Gregory James Rutherford MBE (born 17 November 1986)[3][4] is a retired British[5] track and field athlete who specialised in the long jump.
In September 2021 Rutherford was selected as part of the British bobsleigh team but was injured during preparations to qualify for the 2022 Winter Olympics.
Following Linford Christie, Daley Thompson, Sally Gunnell and Jonathan Edwards, Rutherford is the most recent of only five athletes to win the ''Grand Slam" of Olympic, World, European and Commonwealth titles in the same event, and the only one to have also won the Diamond League.
[20] He was unable to match this performance in the final of the event, finishing fifth with a jump of 8.17 m.[21] Rutherford did not compete at the 2010 European Championships due to a foot injury.
[26] Rutherford equalled Tomlinson's British record on 3 May 2012 with a jump of 8.35 m at the OTC Pre-Olympic Series II event in Chula Vista, California.
[36] Rutherford sustained a hamstring injury during the Paris Diamond League meeting on 6 July, which forced him to withdraw midway through the competition.
Rutherford's decision to work with a sprint coach was inspired by advice from former World and Olympic long jump champion Dwight Phillips.
"[40] In April, at an early season event at the Olympic Training Center in Chula Vista, California, Rutherford jumped a personal best of 8.51 m, setting a new British record.
His victory made him the fifth British athlete to hold Olympic, World, European and Commonwealth titles simultaneously, after Daley Thompson, Linford Christie, Sally Gunnell and Jonathan Edwards.
[48] The following week, Rutherford won the long jump at the final IAAF Diamond League event of the year, the Weldklasse in Zurich.
[52] At the end of the 2016 season, Rutherford hosted a long jump competition using the pit he had built in his back garden, for members of his athletics club, Marshall Milton Keynes.
[55] In July 2017 Rutherford announced that he could not defend his title on home ground at the upcoming World Championships as he had not recovered from an ankle injury sustained the previous month.
[58] He subsequently returned to the London Stadium to compete at the 2018 Anniversary Games in July, and made his last appearance in competition at the Great North CityGames in Newcastle in September 2018.

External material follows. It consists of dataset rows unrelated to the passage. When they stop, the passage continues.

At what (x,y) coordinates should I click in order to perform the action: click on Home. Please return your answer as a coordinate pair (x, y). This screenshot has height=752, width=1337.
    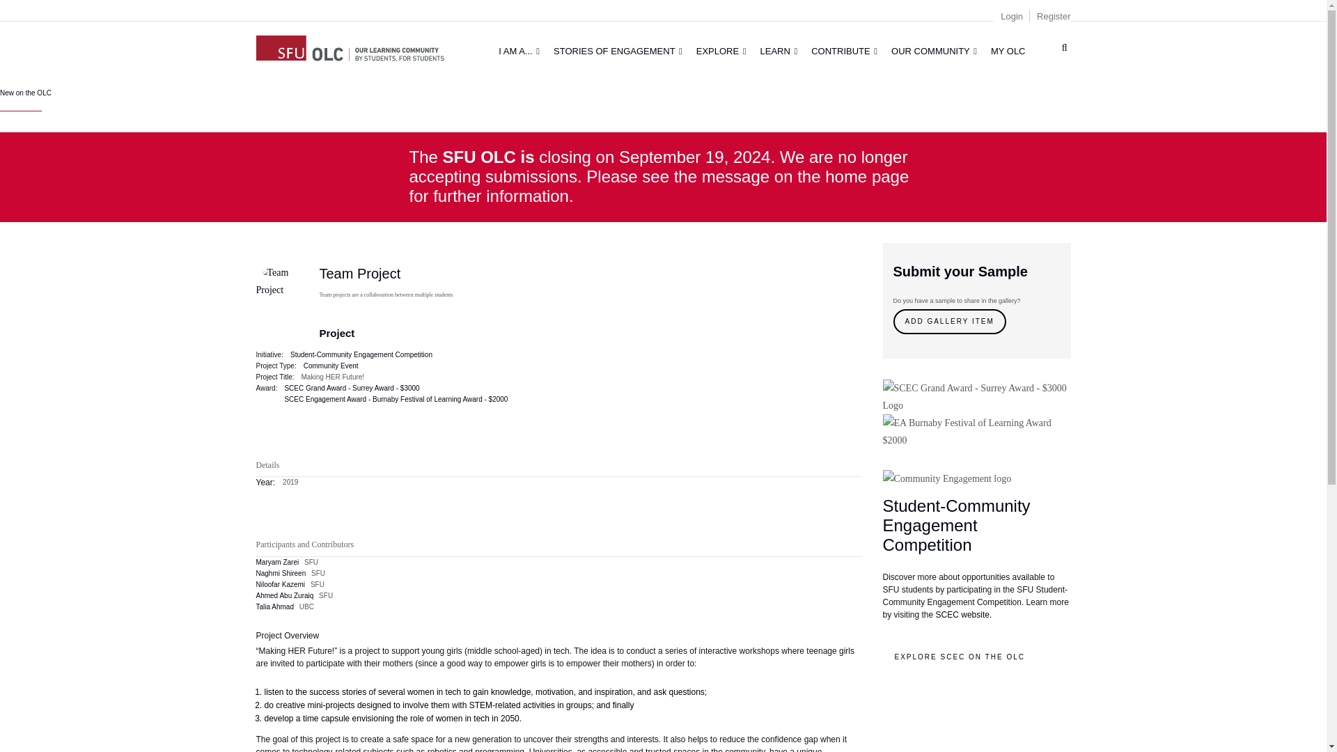
    Looking at the image, I should click on (350, 46).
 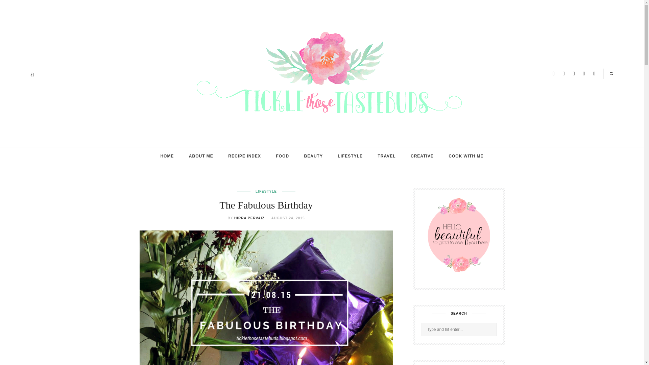 I want to click on Tickle Those Taste Buds, so click(x=322, y=73).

[59] Following his retirement, Rutherford and fellow athlete Morgan Lake undertook assessments with British Rowing in November 2018, based on their World Class Start talent identification programme: he set a new record for their leg press test.
[62] In September 2021 Rutherford was selected as part of the British bobsleigh team for the 2021–22 Bobsleigh World Cup and which would attempt to qualify for the two-man and four-man events 2022 Winter Olympics in Beijing, forming part of a five-man squad alongside pilot Lamin Deen and fellow push athletes Joel Fearon, Ben Simons and Toby Olubi.
[63] However, Deen and his crew did not achieve the qualifying standard of three top 12 finishes in the World Cup, resulting in them not securing a slot at the Olympics.
[65] In 2013, he appeared in an episode of Fake Reaction,[66] a celebrity special edition of The Cube (winning £20,000 for Battersea Dogs & Cats Home and Hula Animal Rescue),[67] and was a panellist on Would I Lie to You?.
[72] In 2017 Rutherford worked for Eurosport as an analyst for the channel's coverage of the World Athletics Championships after he was unable to compete in the event due to injury.
[76] In April 2021, Rutherford joined fellow British Olympians Nicola Adams and Kelly Smith, and fitness instructor Mr Motivator in launching the ‘Energy Fit for the Future’ campaign by Smart Energy GB, which aimed at encouraging people to install smart meters in their homes.
Rutherford is an avid supporter of Manchester United,[26] and is an Athlete Ambassador for the global sport for development charity Right To Play.
In August 2014, Rutherford was one of 200 public figures who were signatories to a letter to The Guardian opposing Scottish independence in the run-up to September's referendum on that issue.